A shuddering breath. “I think Mother and Father expected me to give up and return home. When I didn’t, they washed their hands of me.”
Andromeda was lying. Not about her flight to the Refuge, but about another part of her story. It made him want to bare his teeth and demand she tell the truth, but he’d do that later, when she didn’t appear so fragile. “Who did you play with when you lived with your parents?”
“The animals.” Joy chased out the shadows. “Once, while I was having dinner in my nursery, a baby giraffe poked his head in the window and ate the fruit right off my plate.”
Naasir grinned. “Truth?”
She nodded. “It came back, too. I used to make up a plate especially for him until my nanny caught me—and even after that, I waited until she wasn’t paying attention and opened the window so the giraffe could slide its head and neck inside.”
Delighted at the idea of her dining with a giraffe, Naasir said, “Did the other animals also join you for meals?”
A shake of her head. “With the cheetahs, we’d race. I’d be in the air, the cheetahs on the ground.” She blew out a breath. “They’re fast.”
“I’ll race you,” Naasir said. “When we’re free of Lijuan’s spies.”
“Deal.”
As the plane flew onward and the world turned, she told him more stories of her childhood. It betrayed a total lack of other children. Not even any mortal playmates. Andromeda appeared to have had no one but her animals. Maybe that was why she understood him so well, accepted his wildness without hesitation. He was happy about that, but he didn’t like to think of her so alone.
A chime sounded in the air a minute after heavy turbulence that threatened to throw them both around the cabin.
“That must be our signal,” Andromeda said.
Naasir got up to look out a window. “Yes.” Grabbing the pack lying on another seat, he put it on and snapped on the straps across his chest before pulling on a thin and tight knit cap that would stop his hair from glittering in the sunlight. “Ready?”
She grinned. “Oh, yes.”
The co-pilot exited the cockpit right then. “Two things. First, Illium’s awake and fine—message literally just came in, is probably on your phone, too.” His smile matched their own. “Second, we couldn’t stabilize over the initial drop point. Can you go through the oasis?”
“Yes,” Naasir said, following the bearded male to the back of the plane. “Bad air?”
“This spot is notorious for it—unpredictable air currents, like the sky is telling you to get the fuck out.”
Naasir met Andromeda’s gaze as the co-pilot attached himself to the wall using a strap. “I think we’re in the right place, Andi.”
The co-pilot opened the wide door built for this purpose before she could reply, air screaming into the cabin. Pushing out two packs, he nodded at Naasir. “Good luck!” The wind almost ripped away his words.
Giving him a thumbs-up, Naasir jumped with one final grin in Andromeda’s direction. With a descent this finely calculated, he had to get out at precisely the right altitude for the parachute to function safely. Opening the chute the instant he was clear of the plane, he whooped at the sensation of flight, the air, cold at this altitude, rushing past him.
He heard laughter nearby and when he glanced over, there was Andromeda, snapping out pretty wings patterned like a bird’s. Grinning, he rode the late-afternoon winds all the way to his planned landing spot in the desert landscape, mentally marking the splashes of color that denoted the landing spots of the small chutes that had deployed with their supply packs.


### [Instructions to follow]
In the records below, find the line containing "is (613, 1235).", then print it and every following line exactly, through the last, without pictures.

### [Information given]
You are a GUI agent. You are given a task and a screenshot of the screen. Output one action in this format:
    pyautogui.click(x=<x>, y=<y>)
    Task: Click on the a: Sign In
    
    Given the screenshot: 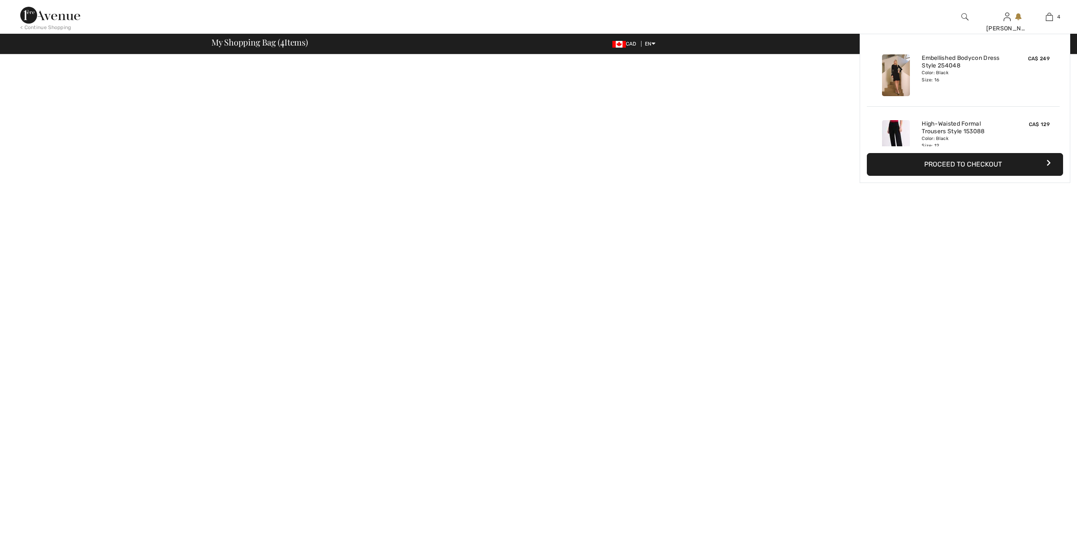 What is the action you would take?
    pyautogui.click(x=1006, y=16)
    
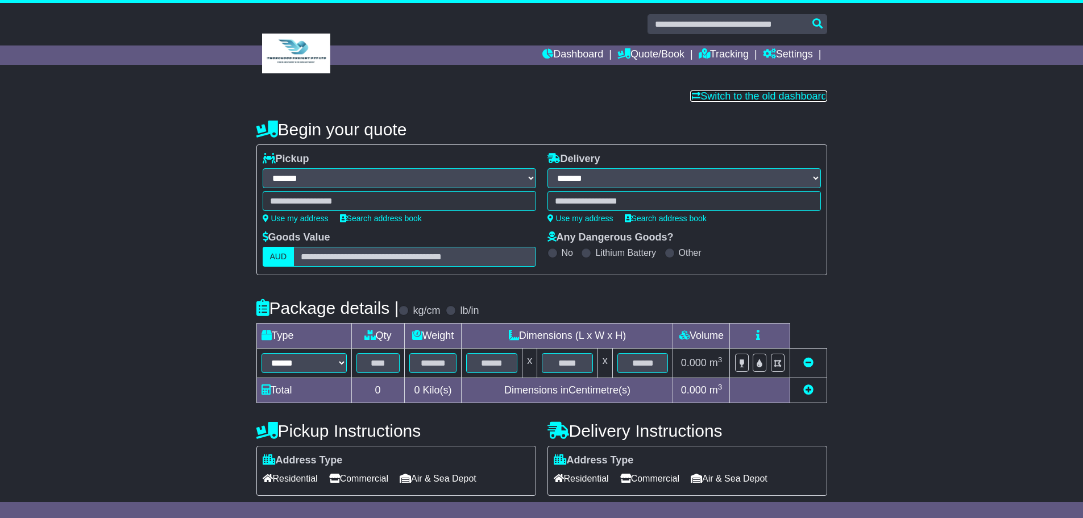 This screenshot has height=518, width=1083. I want to click on td: Kilo(s), so click(433, 391).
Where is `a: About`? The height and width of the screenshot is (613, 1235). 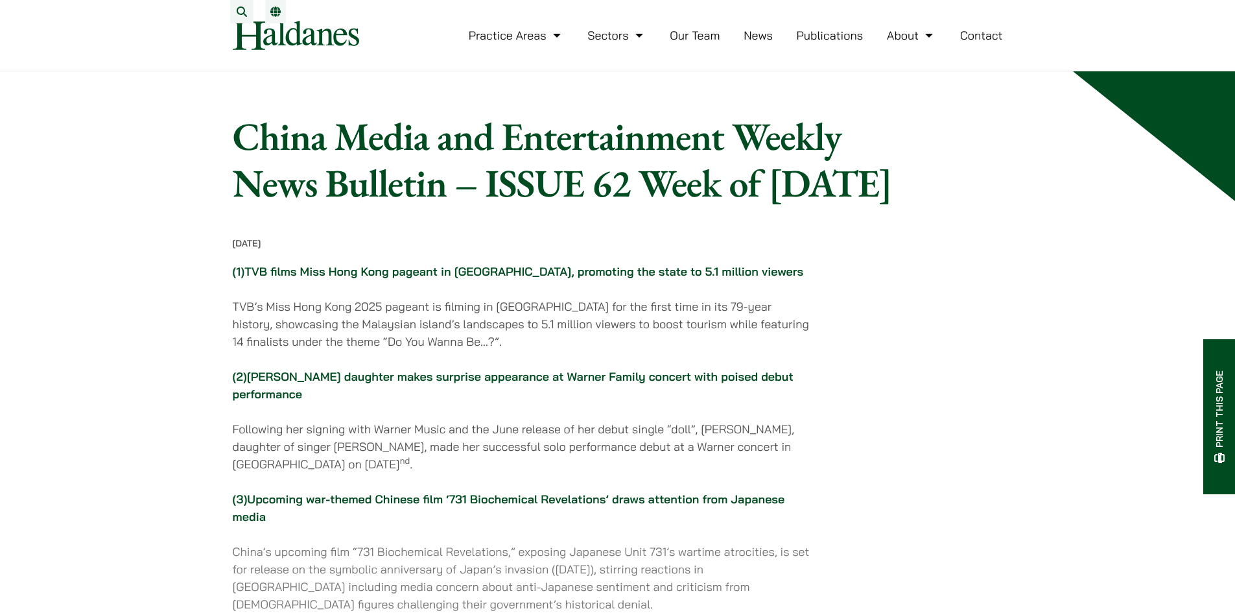
a: About is located at coordinates (912, 35).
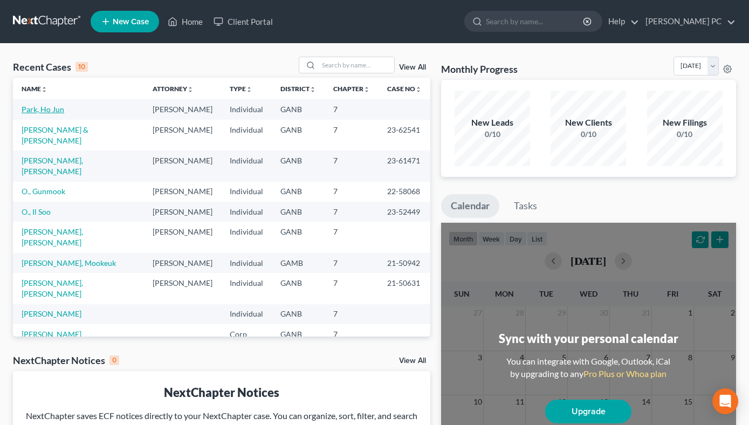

### [Exercise result]
Where is `a: About`? The height and width of the screenshot is (613, 1235). 
a: About is located at coordinates (912, 35).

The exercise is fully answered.